The Barista Whose Order Was Already Waiting
When Marcus Chen walked into a small coffee shop in Asheville, North Carolina, on his first day at a new job, the barista slid a cortado across the counter before he even opened his mouth. "Double shot, oat milk, no sugar," she said. Marcus stared. He had never set foot in this shop. He had moved to Asheville only the night before, knowing no one in town.
It turned out the shop owner, Rosa, had seen Marcus tagged in a mutual friend's Instagram post the week before — moving boxes stacked behind him, the shop's awning visible through the apartment window across the street. She had looked him up just enough to learn his coffee order from an old tweet. She wanted his first morning in a strange city to feel like someone already cared.
Marcus later said that single moment — being known before he expected it — changed how he experienced the whole city. It became home faster because someone had already made room for him in it.

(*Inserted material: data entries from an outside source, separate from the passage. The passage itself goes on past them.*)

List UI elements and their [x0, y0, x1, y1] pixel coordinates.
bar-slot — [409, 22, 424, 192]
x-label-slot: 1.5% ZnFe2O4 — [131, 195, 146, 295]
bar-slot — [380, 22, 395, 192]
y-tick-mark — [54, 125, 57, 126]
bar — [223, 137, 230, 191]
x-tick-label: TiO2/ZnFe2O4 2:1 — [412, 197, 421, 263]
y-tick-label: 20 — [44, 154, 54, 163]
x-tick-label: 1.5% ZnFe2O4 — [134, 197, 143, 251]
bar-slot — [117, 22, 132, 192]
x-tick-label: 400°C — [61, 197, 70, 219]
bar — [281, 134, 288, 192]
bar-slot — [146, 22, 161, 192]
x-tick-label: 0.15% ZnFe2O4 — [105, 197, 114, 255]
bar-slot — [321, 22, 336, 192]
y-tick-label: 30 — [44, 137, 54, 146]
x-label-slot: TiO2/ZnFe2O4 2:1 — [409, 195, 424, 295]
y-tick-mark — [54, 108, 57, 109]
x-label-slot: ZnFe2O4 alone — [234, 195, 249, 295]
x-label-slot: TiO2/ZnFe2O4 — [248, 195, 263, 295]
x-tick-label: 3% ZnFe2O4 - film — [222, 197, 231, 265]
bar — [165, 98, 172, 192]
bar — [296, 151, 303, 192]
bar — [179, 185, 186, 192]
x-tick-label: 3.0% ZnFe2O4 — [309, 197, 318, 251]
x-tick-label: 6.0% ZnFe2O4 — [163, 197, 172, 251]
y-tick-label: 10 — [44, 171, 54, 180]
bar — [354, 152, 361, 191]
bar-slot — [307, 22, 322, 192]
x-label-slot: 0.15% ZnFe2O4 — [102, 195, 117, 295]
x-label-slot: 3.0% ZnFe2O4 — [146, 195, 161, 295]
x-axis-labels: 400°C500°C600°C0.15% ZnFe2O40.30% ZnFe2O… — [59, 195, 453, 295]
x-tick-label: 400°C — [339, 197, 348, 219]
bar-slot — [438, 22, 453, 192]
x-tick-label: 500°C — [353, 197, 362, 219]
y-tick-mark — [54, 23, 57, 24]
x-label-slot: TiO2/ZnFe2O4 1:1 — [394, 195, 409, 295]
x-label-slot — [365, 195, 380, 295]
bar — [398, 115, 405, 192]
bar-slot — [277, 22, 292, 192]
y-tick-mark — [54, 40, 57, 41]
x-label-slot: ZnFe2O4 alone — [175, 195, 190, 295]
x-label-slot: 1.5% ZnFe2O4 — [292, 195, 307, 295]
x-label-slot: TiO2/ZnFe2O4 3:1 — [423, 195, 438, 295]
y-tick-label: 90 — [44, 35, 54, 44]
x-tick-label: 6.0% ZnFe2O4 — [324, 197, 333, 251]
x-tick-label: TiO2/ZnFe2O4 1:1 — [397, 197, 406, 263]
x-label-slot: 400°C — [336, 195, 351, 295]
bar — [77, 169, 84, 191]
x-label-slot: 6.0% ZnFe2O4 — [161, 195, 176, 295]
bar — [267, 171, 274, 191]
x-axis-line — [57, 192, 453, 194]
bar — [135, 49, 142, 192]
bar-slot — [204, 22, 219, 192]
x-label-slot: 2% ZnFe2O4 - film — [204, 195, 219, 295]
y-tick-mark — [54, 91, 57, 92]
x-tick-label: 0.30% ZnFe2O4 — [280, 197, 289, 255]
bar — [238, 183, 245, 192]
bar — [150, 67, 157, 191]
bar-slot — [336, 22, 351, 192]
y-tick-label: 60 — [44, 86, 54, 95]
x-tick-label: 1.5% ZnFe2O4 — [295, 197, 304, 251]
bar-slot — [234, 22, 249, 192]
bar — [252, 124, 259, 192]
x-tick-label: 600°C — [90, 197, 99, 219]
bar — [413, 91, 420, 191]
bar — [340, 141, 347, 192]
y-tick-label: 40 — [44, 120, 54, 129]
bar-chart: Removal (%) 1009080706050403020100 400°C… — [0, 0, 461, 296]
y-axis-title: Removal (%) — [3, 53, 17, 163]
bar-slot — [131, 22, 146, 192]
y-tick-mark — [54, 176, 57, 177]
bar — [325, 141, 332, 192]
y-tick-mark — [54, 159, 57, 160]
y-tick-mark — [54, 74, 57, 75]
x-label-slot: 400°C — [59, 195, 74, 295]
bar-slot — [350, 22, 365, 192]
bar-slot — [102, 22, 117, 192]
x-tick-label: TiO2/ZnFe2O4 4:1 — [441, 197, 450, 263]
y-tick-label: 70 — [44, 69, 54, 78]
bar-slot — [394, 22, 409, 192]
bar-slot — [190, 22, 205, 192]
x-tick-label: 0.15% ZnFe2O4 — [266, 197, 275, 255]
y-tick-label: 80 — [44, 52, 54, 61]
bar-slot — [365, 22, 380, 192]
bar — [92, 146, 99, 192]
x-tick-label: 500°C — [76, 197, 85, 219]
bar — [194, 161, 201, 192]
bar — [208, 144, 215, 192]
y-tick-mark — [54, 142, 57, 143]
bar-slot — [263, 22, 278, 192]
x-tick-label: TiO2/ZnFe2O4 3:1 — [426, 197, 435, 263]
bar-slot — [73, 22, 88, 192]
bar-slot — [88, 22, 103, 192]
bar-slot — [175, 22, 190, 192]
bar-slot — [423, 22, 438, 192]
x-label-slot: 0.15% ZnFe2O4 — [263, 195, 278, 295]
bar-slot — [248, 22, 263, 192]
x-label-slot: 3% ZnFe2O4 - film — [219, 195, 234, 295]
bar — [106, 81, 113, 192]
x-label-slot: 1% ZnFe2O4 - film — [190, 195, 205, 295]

When Jesus told Nathanael, "I saw you while you were still under the fig tree," He was doing something far deeper than a kind gesture. He was revealing that the God of the universe is not a distant stranger waiting for us to introduce ourselves. The Almighty already knows our name, our doubts, our quiet prayers offered under fig trees no one else notices. Nathanael came with skepticism and left with worship — not because he found God, but because God had already found him.